Her eyes met mine for a moment, testing me.
I said, “My brother has hypermnesia.”
“What’s that exactly?”
“His superpower. He remembers almost everything.”
The books were at my side. I put
Dawning
on the counter.
She smiled.
I put
Manumit
on the counter, left them side by side.
She stopped smiling. A wave of soberness washed over her face.
She said, “Maybe we should go to my suite. We can talk in private. ”
“I’m not here to start any... flapdoodle.”
“Money? You want money for this discovery?”
“Not money.”
“Then what is your purpose?”
I pulled the books off the counter, put them in my lap.
Didn’t really know why I was here. Maybe it was because I had dishonored most of the Decalogue and I needed some redemption, no matter how small. Part of me wanted to undo something I’d done to make myself feel better. Death was a done deal, couldn’t undo that. This was all I had on my plate that could be fixed. Killing had left me in a state of alexithymia.
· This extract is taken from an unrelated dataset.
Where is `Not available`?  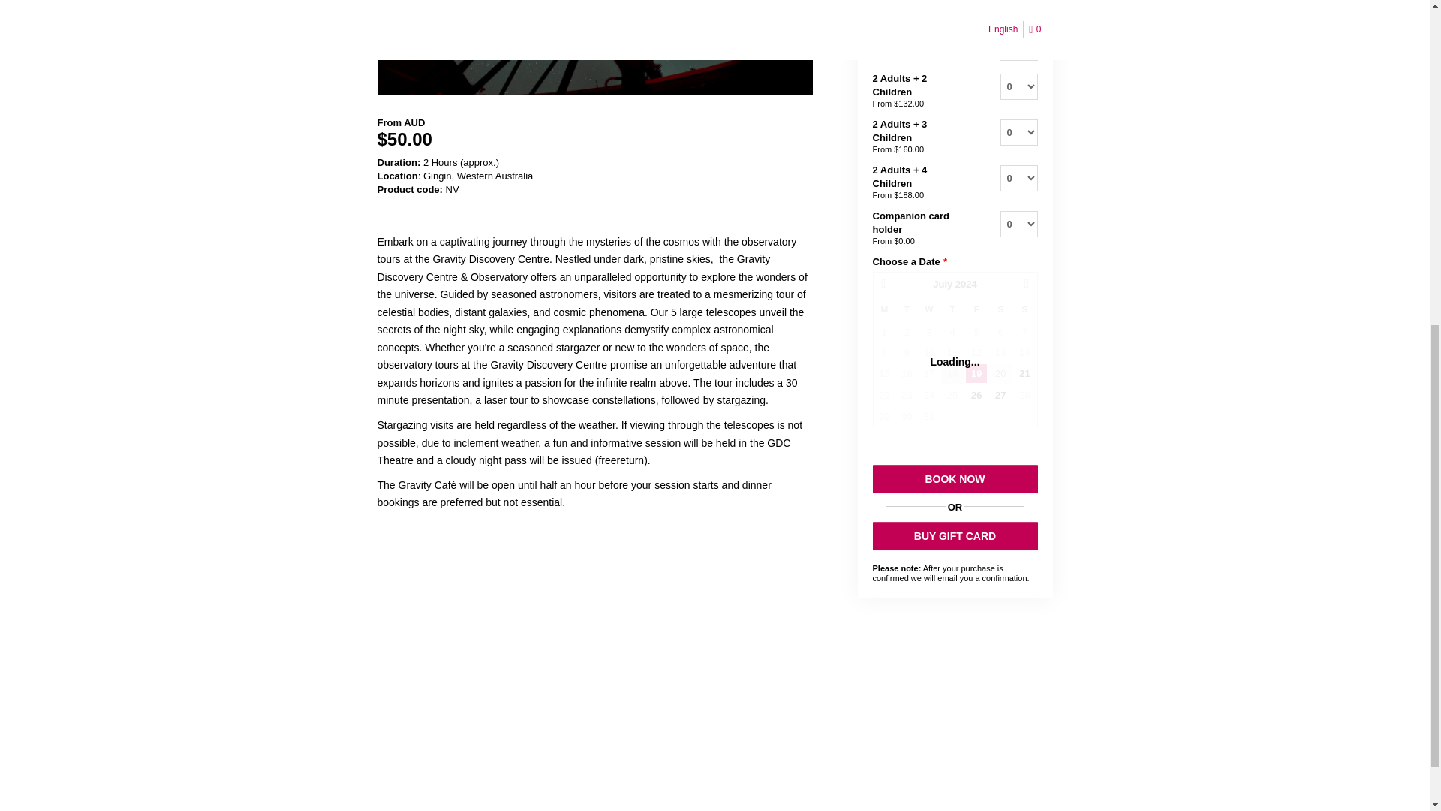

“What if I stole the briefcase?”
“Did you?”
“What if I had it taken from his room?”
“Then you’d be brilliant.”
“I know you have separate rooms. I just don’t know what this was all about. Maybe it’s not about money. If you married him you’d have his money, at least access.”
“God, no. I have my own money. Always have.”
She paused, then gave me a charm-school smile.
I asked, “What was in that briefcase?”
“If you stole it, as you claim, then you would know.”